The Federal Reserve plans to revamp an array of supervisory and regulatory rules after releasing a postmortem of Silicon Valley Bank that collapsed in mid-March, with a focus on empowering supervisors to act more decisively in the face of clear risk management failures.

The review published Friday concludes with blame for SVB's board of directors and management but is also critical of its own supervisors that the Fed says did not appreciate the extent of SVB vulnerabilities and did not take sufficient steps to ensure the bank fixed those problems quickly enough.

Fed Vice Chair for Supervision Michael Barr, who oversaw the report, concludes that weaknesses in supervision and regulation must be fixed and that the central bank needs to develop a culture that incentivizes supervisors to act in a timely way in the face of uncertainty.

At the time of its failure, SVB had 31 unaddressed safe and soundness supervisory warnings, triple the average number of peer banks, the report said.

"We need to bolster resiliency broadly in the financial system, and not focus solely on specific risk drivers," Barr said. "Some steps already in progress include the holistic review of our capital framework; implementation of the Basel III endgame rules; the use of multiple scenarios in stress testing; and a long-term debt rule to improve the resiliency and resolvability of large banks."

(See: MNI INTERVIEW: U.S. Urged to Require Banks To Recapitalize)

CULTURE OF SUPERVISION

After the SVB failure and its post-mortem, the first area of focus will be to improve the speed, force, and agility of supervision, including how to ensure that supervision intensifies at the right pace as a firm grows in size or complexity, a letter authored by Barr said.

"Supervisors should be encouraged to evaluate risks with rigor and consider a range of potential shocks and vulnerabilities, so that they think through the implications of tail events with severe consequences," he said.

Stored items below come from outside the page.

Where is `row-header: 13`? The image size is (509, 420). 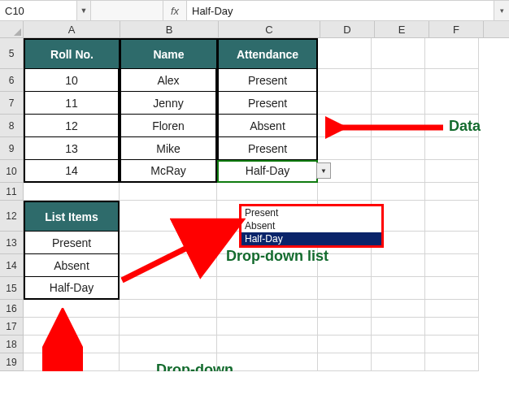
row-header: 13 is located at coordinates (11, 243).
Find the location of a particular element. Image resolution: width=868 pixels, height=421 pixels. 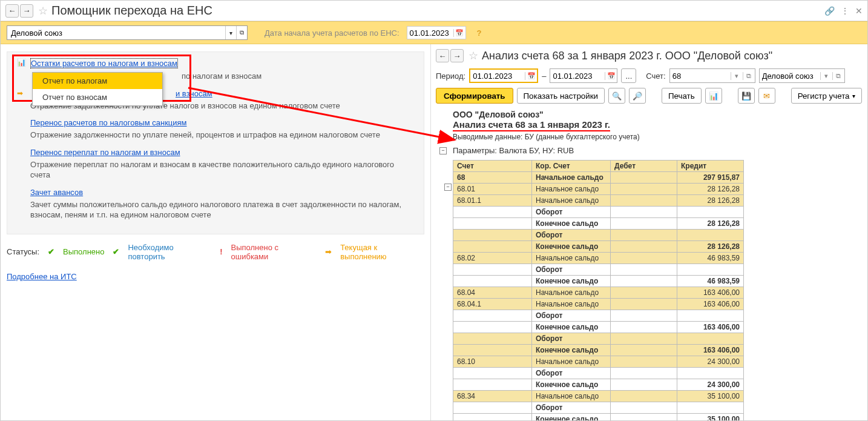

account-input is located at coordinates (700, 76).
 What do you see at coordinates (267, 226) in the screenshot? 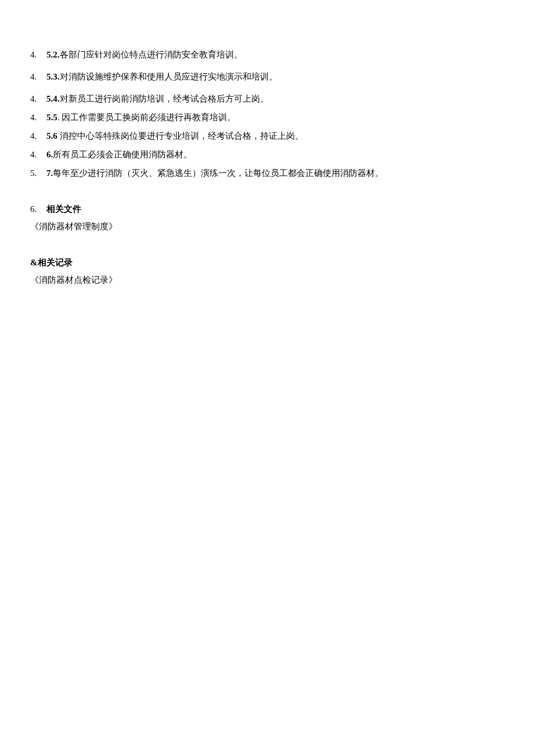
I see `section-body-related-docs: 《消防器材管理制度》` at bounding box center [267, 226].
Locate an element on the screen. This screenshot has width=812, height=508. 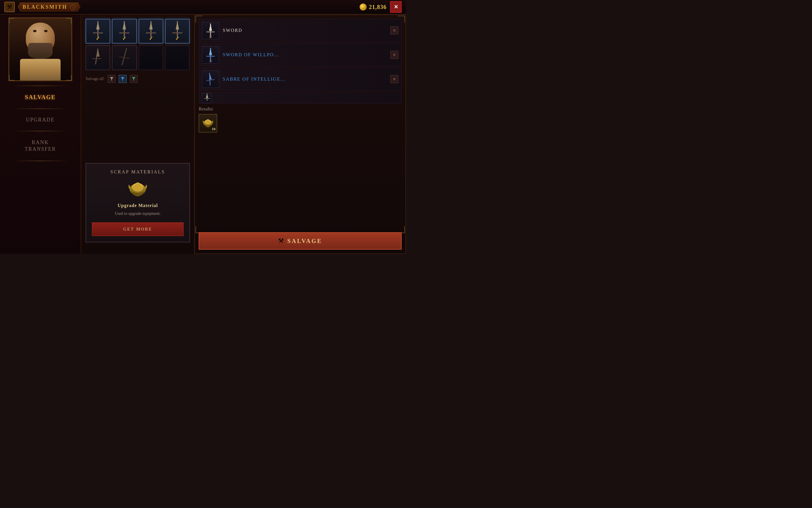
gold-coin-icon is located at coordinates (363, 7).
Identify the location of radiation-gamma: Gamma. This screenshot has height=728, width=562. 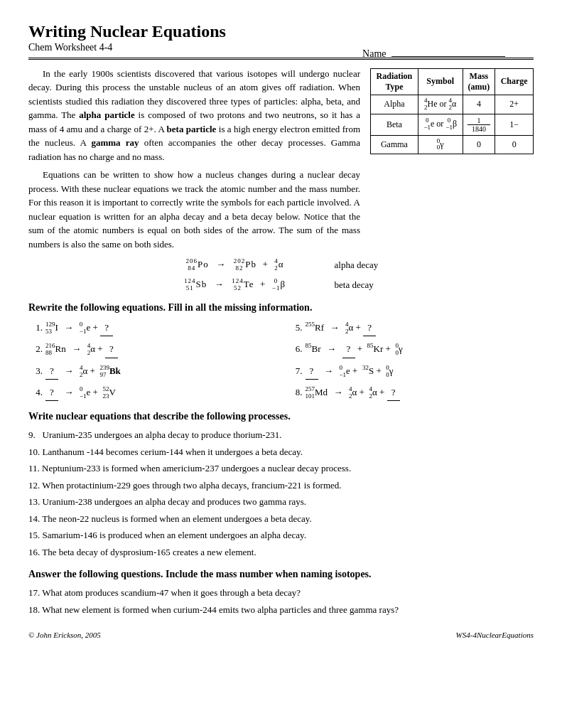
(395, 145).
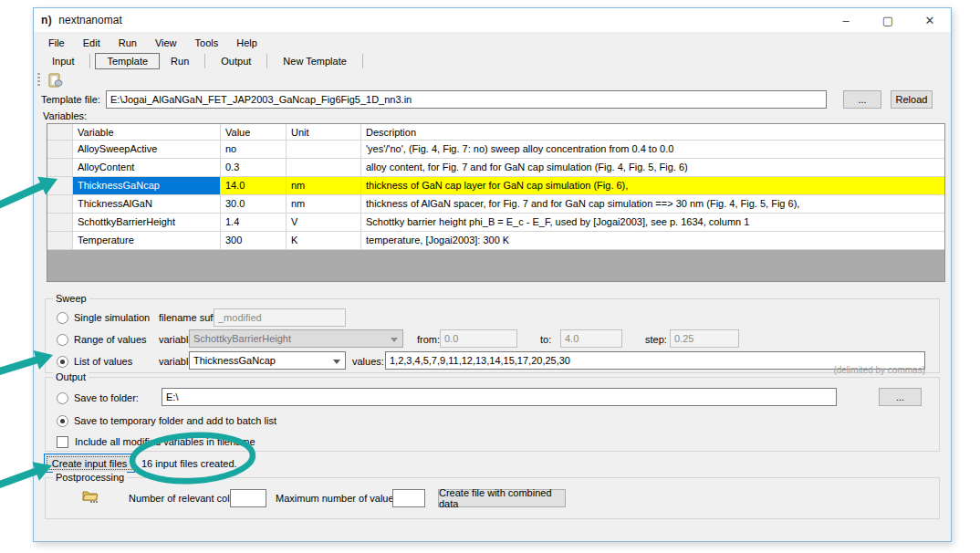  Describe the element at coordinates (235, 360) in the screenshot. I see `list-variable-value: ThicknessGaNcap` at that location.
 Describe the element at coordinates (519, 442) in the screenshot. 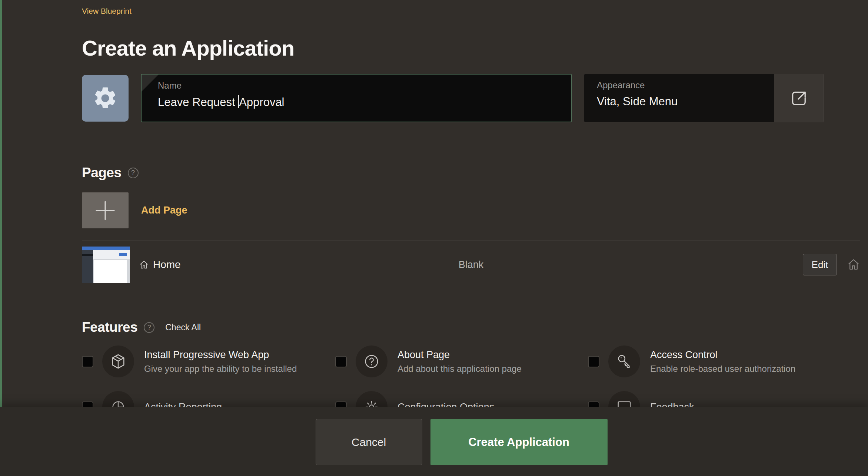

I see `create-application-button: Create Application` at that location.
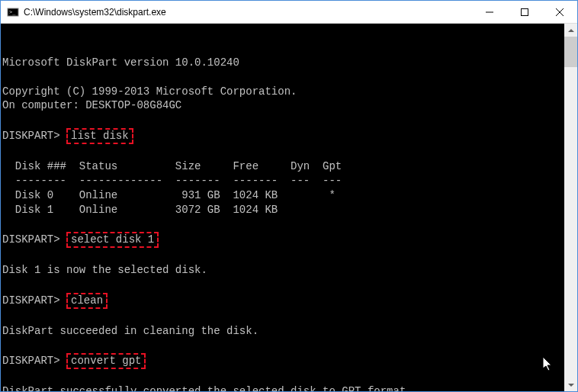 This screenshot has height=392, width=578. I want to click on highlighted-command: list disk, so click(100, 136).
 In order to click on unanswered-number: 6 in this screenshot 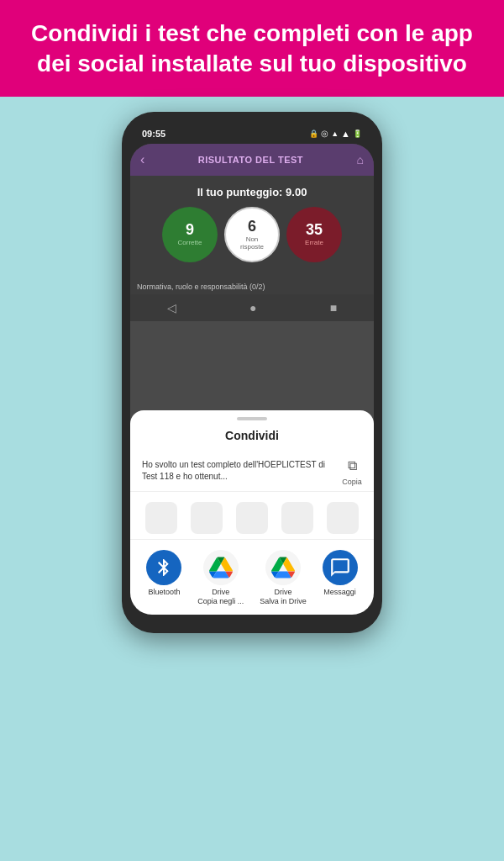, I will do `click(252, 227)`.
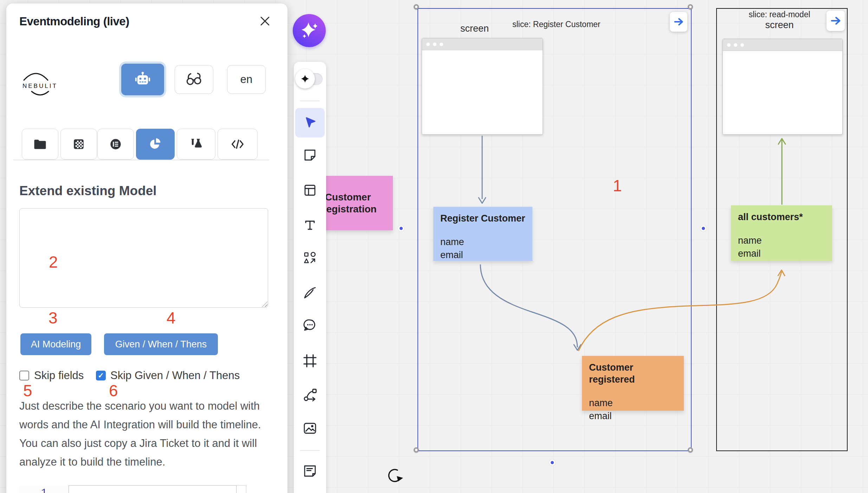 This screenshot has width=868, height=493. I want to click on comment-icon, so click(310, 325).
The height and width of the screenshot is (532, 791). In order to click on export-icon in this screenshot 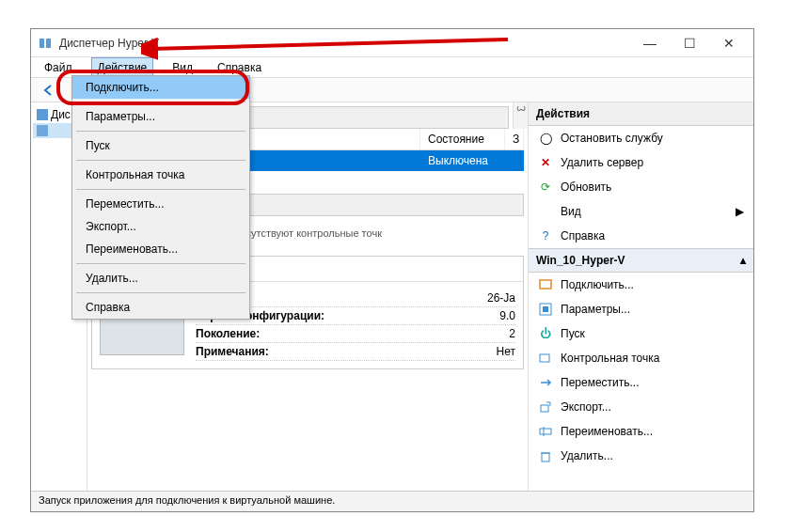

The Fed also plans on revisiting the tailoring framework, including to re-evaluate a range of rules for banks with USD100 billion or more in assets and how the central bank supervises and regulates liquidity risk, starting with the risks of uninsured deposits. "A simpler and stronger oversight program and tailoring framework could be both more efficient and more effective," the report said.

"Any adjustments to our liquidity rules would, of course, go through normal notice and comment rulemaking and have appropriate transition rules, and thus would not be effective for several years," Barr said.

The Fed also said it will be re-evaluating capital requirements in light of lessons learned from SVB and said a broader set of firms should take into account unrealized gains or losses on available-for-sale securities. The central bank will also reconsider tailored stress testing and oversight of incentives for bank managers that it says led to a focus on short-term profit over sound risk management. Such regulatory and supervisory changes are not expected to require Congressional action.